Tuesday, July 20, 2010

Is Gravity Responsible for Falling in Love?*

Is gravity responsible for falling in love?

Are you kidding me? Of course not. Gravity is science. It is certain. It can be seen. It can be proven. It is indubitable. It can even be expressed by a scientific formula, in this case F=G([m1*m2]/D^2). (Thanks Sir Isaac Newton!)

Love—falling in, being in, staying in, or any other gerund related to its action—is anything but scientific. It’s kismet. It’s fate. It’s chance. It’s luck. It’s unproven. It’s a type of alchemy. It is the very antithesis of science.

But hang on a second. Could it be that simple? Is life really that clear cut? No, it’s not. Things are never just black or white, yes or no. There are usually lots of shades of grey, and there’s always at least one maybe.

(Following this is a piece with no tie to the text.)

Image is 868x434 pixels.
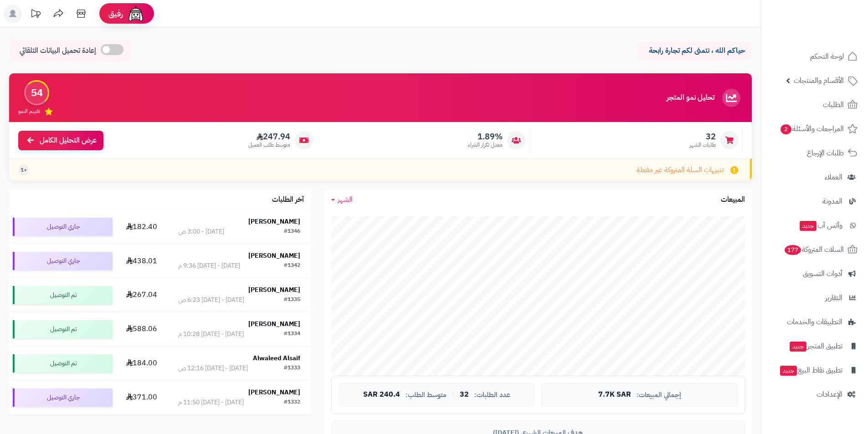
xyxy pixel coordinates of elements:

Sir Isaac Newton, after all, wasn’t just a scientist. He was also a philosopher, a professor, a politician and a mathematician. He was Master of the Mint. (I don’t know what that means, but I bet it looked pretty cool on his calling cards.) You could say he was a jack-of-all-trades. Or you could say that he was neither one thing nor another. He lived his life in glorious shades of grey. He did, after all, have a surfeit of grey matter.

Is the Law of Universal Gravitation physics or is it mathematics? Both camps want to claim it as their own. It appears to be neither one nor the other: another great shade of grey.

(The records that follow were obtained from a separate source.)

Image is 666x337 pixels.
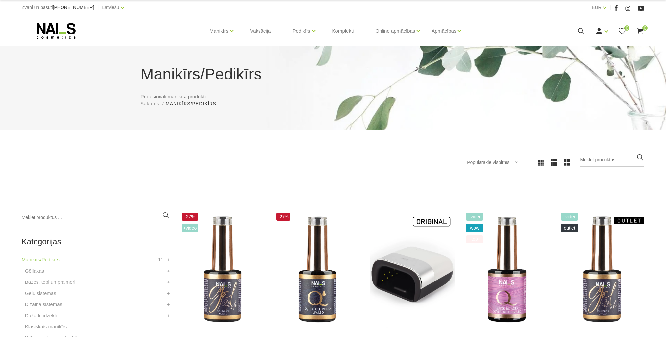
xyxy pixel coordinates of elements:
[559,211,644,328] img: Ilgnoturīga, intensīvi pigmentēta gēllaka. Viegli klājas, lieliski žūst, nesaraujas, neatkāpjas n...
[167,290,170,298] a: +
[642,25,647,31] span: 0
[167,312,170,320] a: +
[561,224,578,232] span: OUTLET
[136,62,530,108] div: Profesionāli manikīra produkti
[624,25,629,31] span: 0
[466,224,483,232] span: wow
[245,15,276,47] a: Vaksācija
[22,256,60,264] a: Manikīrs/Pedikīrs
[591,3,601,11] a: EUR
[180,211,265,328] img: Ilgnoturīga, intensīvi pigmentēta gellaka. Viegli klājas, lieliski žūst, nesaraujas, neatkāpjas n...
[102,3,119,11] a: Latviešu
[327,15,359,47] a: Komplekti
[561,213,578,221] span: +Video
[618,27,626,35] a: 0
[181,213,199,221] span: -27%
[25,278,75,286] a: Bāzes, topi un praimeri
[181,224,199,232] span: +Video
[25,301,62,309] a: Dizaina sistēmas
[166,101,223,108] li: Manikīrs/Pedikīrs
[25,323,67,331] a: Klasiskais manikīrs
[610,3,611,12] span: |
[22,211,170,225] input: Meklēt produktus ...
[141,101,159,107] span: Sākums
[292,18,310,44] a: Pedikīrs
[210,18,228,44] a: Manikīrs
[141,62,525,86] h1: Manikīrs/Pedikīrs
[22,3,94,12] div: Zvani un pasūti
[167,267,170,275] a: +
[167,278,170,286] a: +
[276,213,290,221] span: -27%
[167,301,170,309] a: +
[167,256,170,264] a: +
[25,267,44,275] a: Gēllakas
[636,27,644,35] a: 0
[275,211,360,328] img: Ātri, ērti un vienkārši!Intensīvi pigmentēta gellaka, kas perfekti klājas arī vienā slānī, tādā v...
[580,154,644,167] input: Meklēt produktus ...
[22,238,170,246] h2: Kategorijas
[370,211,455,328] img: Modelis: SUNUV 3Jauda: 48WViļņu garums: 365+405nmKalpošanas ilgums: 50000 HRSPogas vadība:10s/30s...
[431,18,456,44] a: Apmācības
[467,160,509,165] span: Populārākie vispirms
[141,101,159,108] a: Sākums
[375,18,415,44] a: Online apmācības
[53,5,94,10] a: [PHONE_NUMBER]
[466,235,483,243] span: top
[464,211,549,328] img: Šī brīža iemīlētākais produkts, kas nepieviļ nevienu meistaru.Perfektas noturības kamuflāžas bāze...
[25,290,56,298] a: Gēlu sistēmas
[466,213,483,221] span: +Video
[98,3,99,12] span: |
[158,256,163,264] span: 11
[25,312,57,320] a: Dažādi līdzekļi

Sir Isaac was a man of many talents, and also a man of many laws of physics. In addition to his Law of Gravity, he also wrote three laws of motion. The second and third laws explain force and action, but it is the first law where he may have been obliquely referring to love. The first law of motion states that an object at rest stays at rest, and an object in motion stays in motion, unless hit by something else.

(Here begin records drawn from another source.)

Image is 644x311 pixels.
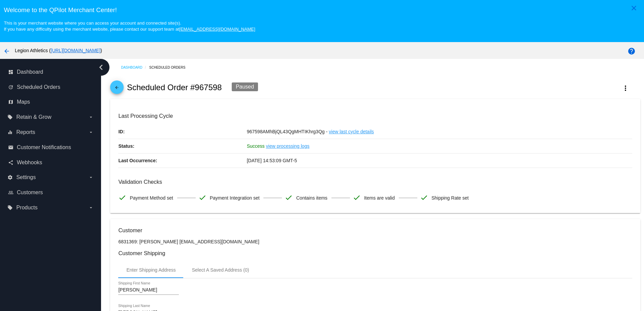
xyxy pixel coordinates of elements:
[247,158,297,163] span: [DATE] 14:53:09 GMT-5
[285,193,293,201] mat-icon: check
[126,267,175,272] div: Enter Shipping Address
[8,157,93,168] a: share Webhooks
[118,250,632,256] h3: Customer Shipping
[118,154,247,167] p: Last Occurrence:
[232,82,258,91] div: Paused
[121,62,149,73] a: Dashboard
[247,129,328,134] span: 967598AMhBjQL43QgMHTIKhrg3Qg -
[17,159,42,166] span: Webhooks
[630,4,638,12] mat-icon: close
[17,99,30,105] span: Maps
[127,83,222,92] h2: Scheduled Order #967598
[8,190,13,195] i: people_outline
[8,84,13,90] i: update
[8,187,93,198] a: people_outline Customers
[7,175,13,180] i: settings
[8,67,93,78] a: dashboard Dashboard
[8,69,13,75] i: dashboard
[113,85,121,93] mat-icon: arrow_back
[130,191,173,205] span: Payment Method set
[210,191,260,205] span: Payment Integration set
[296,191,327,205] span: Contains items
[621,84,630,92] mat-icon: more_vert
[364,191,395,205] span: Items are valid
[118,287,179,293] input: Shipping First Name
[118,193,126,201] mat-icon: check
[17,84,60,90] span: Scheduled Orders
[51,48,101,53] a: [URL][DOMAIN_NAME]
[96,62,106,73] i: chevron_left
[17,189,43,195] span: Customers
[432,191,469,205] span: Shipping Rate set
[118,124,247,139] p: ID:
[628,47,636,55] mat-icon: help
[7,114,13,120] i: local_offer
[7,130,13,135] i: equalizer
[329,124,374,139] a: view last cycle details
[8,82,93,92] a: update Scheduled Orders
[3,47,11,55] mat-icon: arrow_back
[247,144,265,149] span: Success
[198,193,207,201] mat-icon: check
[88,114,93,120] i: arrow_drop_down
[179,27,255,32] a: [EMAIL_ADDRESS][DOMAIN_NAME]
[15,48,102,53] span: Legion Athletics ( )
[4,6,640,14] h3: Welcome to the QPilot Merchant Center!
[88,175,93,180] i: arrow_drop_down
[8,142,93,153] a: email Customer Notifications
[4,21,255,32] small: This is your merchant website where you can access your account and connected site(s). If you hav...
[88,205,93,210] i: arrow_drop_down
[192,267,249,272] div: Select A Saved Address (0)
[16,114,51,120] span: Retain & Grow
[118,139,247,153] p: Status:
[8,144,13,150] i: email
[149,62,191,73] a: Scheduled Orders
[8,97,93,107] a: map Maps
[8,160,13,165] i: share
[118,113,632,119] h3: Last Processing Cycle
[118,227,632,233] h3: Customer
[7,205,13,210] i: local_offer
[88,130,93,135] i: arrow_drop_down
[16,174,36,180] span: Settings
[353,193,361,201] mat-icon: check
[8,99,13,105] i: map
[266,139,310,153] a: view processing logs
[420,193,428,201] mat-icon: check
[17,69,43,75] span: Dashboard
[118,239,632,244] p: 6831369: [PERSON_NAME] [EMAIL_ADDRESS][DOMAIN_NAME]
[16,204,37,211] span: Products
[17,144,71,150] span: Customer Notifications
[16,129,35,135] span: Reports
[118,178,632,185] h3: Validation Checks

So a person not in love will stay that way, but a person in love stays in love, unless hit by something (like fancying someone new). Maybe he wasn’t thinking about love when he wrote the First Law of Motion, but it certainly does seem to apply.

Would Sir Isaac still have come up with the same Law of Gravity if he had been able to apply it to falling in love rather than falling apple? Sir Isaac never married, and the encyclopedias don’t tell us if he ever fell in love. Falling in love, as applied to the scientific principal of gravity, certainly seems to be a shade of grey.

But if love, rather than an apple had inspired Sir Isaac Newton, could he have proven that gravity was responsible for falling in love? We shall never know.

* I wrote this essay as part of an application for a one-day writing course. (I was accepted.) They didn't seem to use it for anything, so I thought rather than let it sit on my hard drive unused, I would post it here.